Environmental Groups Reject Port Expansion

In a high-stakes clash over coastal development and conservation, a coalition of environmental organizations has pushed back against the conditional greenlighting of a major expansion project at the Port of Belize, raising urgent alarms about unaddressed ecological and regulatory threats.

Earlier this April 2026, the National Environmental Appraisal Committee (NEAC) voted to approve Port of Belize Limited’s dual Cargo Expansion and Cruise Port Development initiative, attaching a strict set of performance requirements to the green light. Just 24 hours ahead of NEAC’s decision, the Belize Coalition to Save Our Natural Heritage — an alliance of multiple leading environmental groups — submitted a formal letter to NEAC Chair Milagro Matus demanding the cruise port portion of the project be scrapped entirely.

The coalition emphasizes that even the updated 2026 Environmental Impact Assessment (EIA) submitted by the developer fails to resolve major environmental and policy vulnerabilities that put Belize’s coastal ecosystems at risk. Regulators have centered their approval conditions on rigorous oversight of core high-risk activities: strict limits on dredging operations, mandatory protocols for sediment handling, enforceable pollution reduction measures, and ongoing long-term monitoring of the artificial mangrove island planned to hold dredge disposal material. Following NEAC’s announcement, the Belize Department of the Environment clarified that the developer will be required to submit a formal Environmental Compliance Plan before work can begin, and a joint inter-agency enforcement team will be deployed to conduct continuous on-site checks throughout construction.

At the top of the coalition’s list of objections is the proposal to build an artificial mangrove island in the Sibun Bight using material excavated during dredging. Activists point out that critical geotechnical and structural stability surveys for the island have not yet been completed. Without this core data, there is no verifiable evidence that the artificial island can withstand extreme weather events, accelerating sea-level rise driven by climate change, and constant coastal wave action. The coalition argues that all developer claims about the project’s long-term resilience remain unproven and purely speculative without this foundational research.

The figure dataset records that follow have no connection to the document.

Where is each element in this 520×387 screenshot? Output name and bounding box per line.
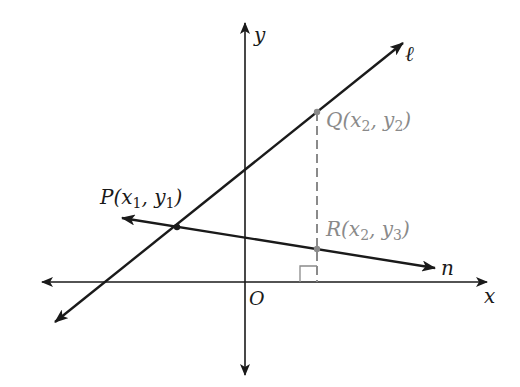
x-axis-label: x <box>484 284 495 308</box>
point-q-label: Q(x2, y2) <box>326 108 411 134</box>
coordinate-diagram: y x O ℓ n P(x1, y1) Q(x2, y2) R(x2, y3) <box>0 0 520 387</box>
line-l-label: ℓ <box>405 42 414 66</box>
point-q <box>314 109 320 115</box>
line-l <box>55 43 403 322</box>
origin-label: O <box>249 287 265 309</box>
point-p-label: P(x1, y1) <box>99 185 182 211</box>
point-p <box>174 224 180 230</box>
line-n-label: n <box>441 256 454 280</box>
y-axis-label: y <box>253 23 266 47</box>
point-r <box>314 246 320 252</box>
point-r-label: R(x2, y3) <box>325 217 410 243</box>
right-angle-marker <box>300 266 317 282</box>
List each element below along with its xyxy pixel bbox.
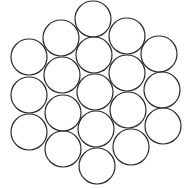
wire-circle (79, 148, 115, 184)
wire-circle (109, 55, 145, 91)
wire-circle (11, 39, 47, 75)
wire-circle (76, 37, 112, 73)
wire-circle (78, 111, 114, 147)
wire-circle (144, 72, 180, 108)
wire-circle (11, 77, 47, 113)
wire-circle (110, 92, 146, 128)
wire-circles-group (11, 1, 181, 184)
wire-circle (11, 114, 47, 150)
wire-circle (43, 20, 79, 56)
wire-circle (45, 95, 81, 131)
wire-circle (113, 129, 149, 165)
wire-circle (77, 74, 113, 110)
wire-circle (109, 18, 145, 54)
wire-circle (141, 36, 177, 72)
wire-circle (75, 1, 111, 37)
strand-cross-section-diagram (0, 0, 187, 188)
wire-circle (45, 131, 81, 167)
wire-circle (145, 108, 181, 144)
wire-circle (44, 57, 80, 93)
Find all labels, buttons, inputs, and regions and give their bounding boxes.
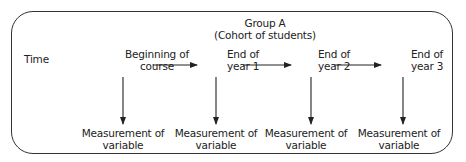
arrows-layer [0,0,466,162]
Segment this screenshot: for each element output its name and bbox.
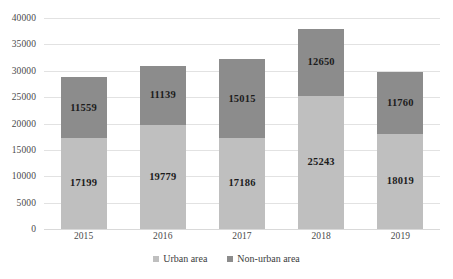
bar-segment[interactable]: 18019 [377, 134, 423, 229]
legend-swatch-icon [153, 256, 159, 262]
y-axis-tick-label: 35000 [12, 39, 36, 49]
x-axis-tick-label: 2016 [153, 231, 172, 241]
bar-segment[interactable]: 11139 [140, 66, 186, 125]
x-axis-tick-label: 2018 [311, 231, 330, 241]
y-axis-tick-label: 40000 [12, 13, 36, 23]
legend-item[interactable]: Non-urban area [227, 253, 299, 264]
bar-value-label: 11559 [70, 103, 97, 114]
bar-value-label: 12650 [308, 57, 335, 68]
bar-value-label: 19779 [149, 172, 176, 183]
bar-segment[interactable]: 17186 [219, 138, 265, 229]
bar-value-label: 11760 [387, 98, 414, 109]
bar-value-label: 11139 [150, 90, 176, 101]
axis-baseline [44, 229, 440, 230]
y-axis-tick-label: 20000 [12, 119, 36, 129]
y-axis: 0500010000150002000025000300003500040000 [0, 18, 40, 229]
bar-segment[interactable]: 17199 [61, 138, 107, 229]
legend-label: Urban area [163, 253, 207, 264]
bar-group[interactable]: 1176018019 [377, 72, 423, 229]
legend-item[interactable]: Urban area [153, 253, 207, 264]
plot-area: 1155917199111391977915015171861265025243… [44, 18, 440, 229]
x-axis-tick-label: 2017 [232, 231, 251, 241]
bar-value-label: 17199 [70, 178, 97, 189]
y-axis-tick-label: 0 [31, 224, 36, 234]
bar-segment[interactable]: 25243 [298, 96, 344, 229]
bar-group[interactable]: 1501517186 [219, 59, 265, 229]
x-axis-tick-label: 2015 [74, 231, 93, 241]
y-axis-tick-label: 30000 [12, 66, 36, 76]
bar-value-label: 17186 [228, 178, 255, 189]
bar-segment[interactable]: 15015 [219, 59, 265, 138]
x-axis-tick-label: 2019 [391, 231, 410, 241]
chart-legend: Urban areaNon-urban area [0, 253, 453, 264]
y-axis-tick-label: 5000 [17, 198, 36, 208]
bar-segment[interactable]: 12650 [298, 29, 344, 96]
bar-value-label: 18019 [387, 176, 414, 187]
legend-swatch-icon [227, 256, 233, 262]
bar-value-label: 15015 [228, 94, 255, 105]
bar-segment[interactable]: 11760 [377, 72, 423, 134]
bars-layer: 1155917199111391977915015171861265025243… [44, 18, 440, 229]
bar-group[interactable]: 1113919779 [140, 66, 186, 229]
y-axis-tick-label: 25000 [12, 92, 36, 102]
stacked-bar-chart: 0500010000150002000025000300003500040000… [0, 0, 453, 279]
bar-group[interactable]: 1155917199 [61, 77, 107, 229]
x-axis: 20152016201720182019 [44, 231, 440, 249]
bar-segment[interactable]: 11559 [61, 77, 107, 138]
y-axis-tick-label: 10000 [12, 171, 36, 181]
bar-value-label: 25243 [308, 157, 335, 168]
legend-label: Non-urban area [237, 253, 299, 264]
bar-segment[interactable]: 19779 [140, 125, 186, 229]
bar-group[interactable]: 1265025243 [298, 29, 344, 229]
y-axis-tick-label: 15000 [12, 145, 36, 155]
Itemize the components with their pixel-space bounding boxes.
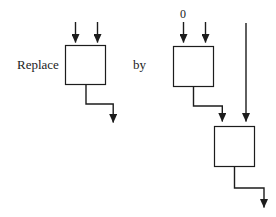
replacement-rule-diagram: Replace by 0 — [0, 0, 276, 217]
replacement-rule-figure: Replace by 0 — [0, 0, 276, 217]
right-bottom-box-output-arrow — [235, 167, 265, 208]
right-top-box — [174, 47, 214, 87]
by-label: by — [133, 57, 147, 72]
replace-label: Replace — [17, 57, 59, 72]
diagram-strokes — [66, 22, 265, 208]
left-box — [66, 46, 106, 85]
left-box-output-arrow — [86, 85, 113, 123]
right-top-box-output-arrow — [194, 87, 223, 122]
right-bottom-box — [215, 127, 255, 167]
zero-constant-label: 0 — [180, 7, 186, 21]
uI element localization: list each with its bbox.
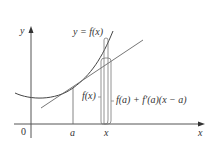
a-tick-label: a: [70, 128, 75, 138]
curve-f: [15, 31, 113, 98]
x-axis-label: x: [198, 128, 202, 138]
x-tick-label: x: [104, 128, 108, 138]
fx-label: f(x): [82, 91, 96, 101]
curve-label: y = f(x): [73, 27, 103, 37]
origin-label: 0: [21, 127, 26, 137]
tangent-value-label: f(a) + f′(a)(x − a): [116, 95, 187, 105]
y-axis-label: y: [20, 26, 24, 36]
fx-brace: [104, 38, 108, 124]
x-axis-arrow-icon: [198, 122, 205, 127]
tangent-value-brace: [101, 58, 111, 124]
y-axis-arrow-icon: [29, 26, 34, 33]
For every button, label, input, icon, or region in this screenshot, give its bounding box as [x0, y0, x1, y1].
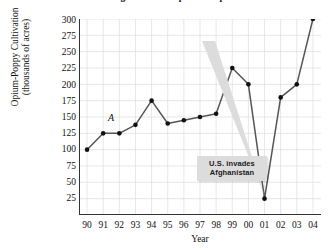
- y-axis-tick-labels: 300 275 250 225 200 175 150 125 100 75 5…: [48, 0, 76, 251]
- plot-area: [79, 19, 321, 215]
- x-axis-title: Year: [79, 233, 321, 245]
- y-tick-label: 200: [50, 80, 76, 90]
- y-axis-title: Opium-Poppy Cultivation (thousands of ac…: [10, 0, 40, 137]
- chart-figure: Afghanistan's Opium Crop Opium-Poppy Cul…: [0, 0, 335, 251]
- point-label-a: A: [108, 113, 114, 123]
- x-tick-label: 04: [302, 219, 324, 231]
- y-tick-label: 150: [50, 112, 76, 122]
- y-tick-label: 125: [50, 128, 76, 138]
- y-tick-label: 25: [50, 193, 76, 203]
- y-tick-label: 75: [50, 161, 76, 171]
- chart-svg: [79, 19, 321, 215]
- y-axis-title-line2: (thousands of acres): [21, 0, 32, 137]
- y-tick-label: 175: [50, 96, 76, 106]
- y-tick-label: 225: [50, 63, 76, 73]
- y-tick-label: 250: [50, 47, 76, 57]
- y-tick-label: 100: [50, 144, 76, 154]
- callout-line-1: U.S. invades: [199, 159, 265, 168]
- callout-line-2: Afghanistan: [199, 168, 265, 177]
- us-invades-callout: U.S. invades Afghanistan: [197, 156, 267, 181]
- y-tick-label: 300: [50, 15, 76, 25]
- y-axis-title-line1: Opium-Poppy Cultivation: [10, 0, 21, 137]
- x-axis-tick-labels: 909192939495969798990001020304: [79, 219, 321, 232]
- y-tick-label: 275: [50, 31, 76, 41]
- y-tick-label: 50: [50, 177, 76, 187]
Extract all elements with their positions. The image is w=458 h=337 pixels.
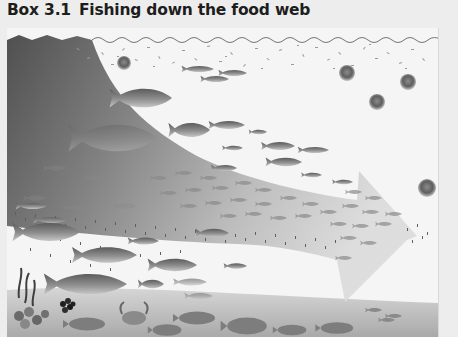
- jellyfish-icon: [418, 179, 436, 197]
- jellyfish-icon: [117, 56, 131, 70]
- box-heading: Fishing down the food web: [79, 1, 310, 19]
- box-number: Box 3.1: [7, 1, 71, 19]
- sea-surface: [92, 38, 438, 43]
- jellyfish-icon: [369, 94, 385, 110]
- jellyfish-icon: [400, 74, 416, 90]
- box-title: Box 3.1Fishing down the food web: [7, 1, 310, 19]
- ocean-scene: [7, 28, 438, 337]
- food-web-illustration: [7, 28, 439, 337]
- jellyfish-icon: [339, 65, 355, 81]
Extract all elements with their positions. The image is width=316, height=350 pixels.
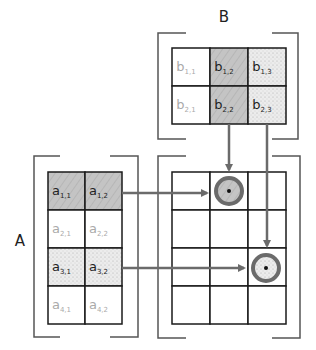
- matrix-c-cell: [172, 172, 210, 210]
- matrix-c-cell: [172, 286, 210, 324]
- matrix-c-cell: [210, 286, 248, 324]
- matrix-c-cell: [172, 210, 210, 248]
- result-c12: [216, 178, 242, 204]
- result-c33: [253, 255, 279, 281]
- matrix-b-label: B: [219, 8, 229, 26]
- matrix-b: b1,1b1,2b1,3b2,1b2,2b2,3: [172, 48, 286, 124]
- matrix-a: a1,1a1,2a2,1a2,2a3,1a3,2a4,1a4,2: [48, 172, 122, 324]
- matrix-a-label: A: [15, 232, 26, 250]
- matrix-c-cell: [210, 210, 248, 248]
- matrix-c-cell: [248, 286, 286, 324]
- matrix-multiplication-diagram: B A b1,1b1,2b1,3b2,1b2,2b2,3 a1,1a1,2a2,…: [0, 0, 316, 350]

The group’s letter also flags additional cumulative pollution risks that have been underaddressed in the project’s assessment. These include existing and new pollution loads from discharge produced by Belize Water Services’ settling ponds, as well as ongoing air and noise pollution generated by frequent cruise ship dockings in Belize City. The combined impact of these multiple pollution sources, activists warn, could cause lasting harm to local marine habitats and coastal communities that depend on a healthy ecosystem for tourism and fishing.

Full additional details on the coalition’s opposition and the project’s path forward are set to be shared during News 5 Live’s 6 p.m. broadcast.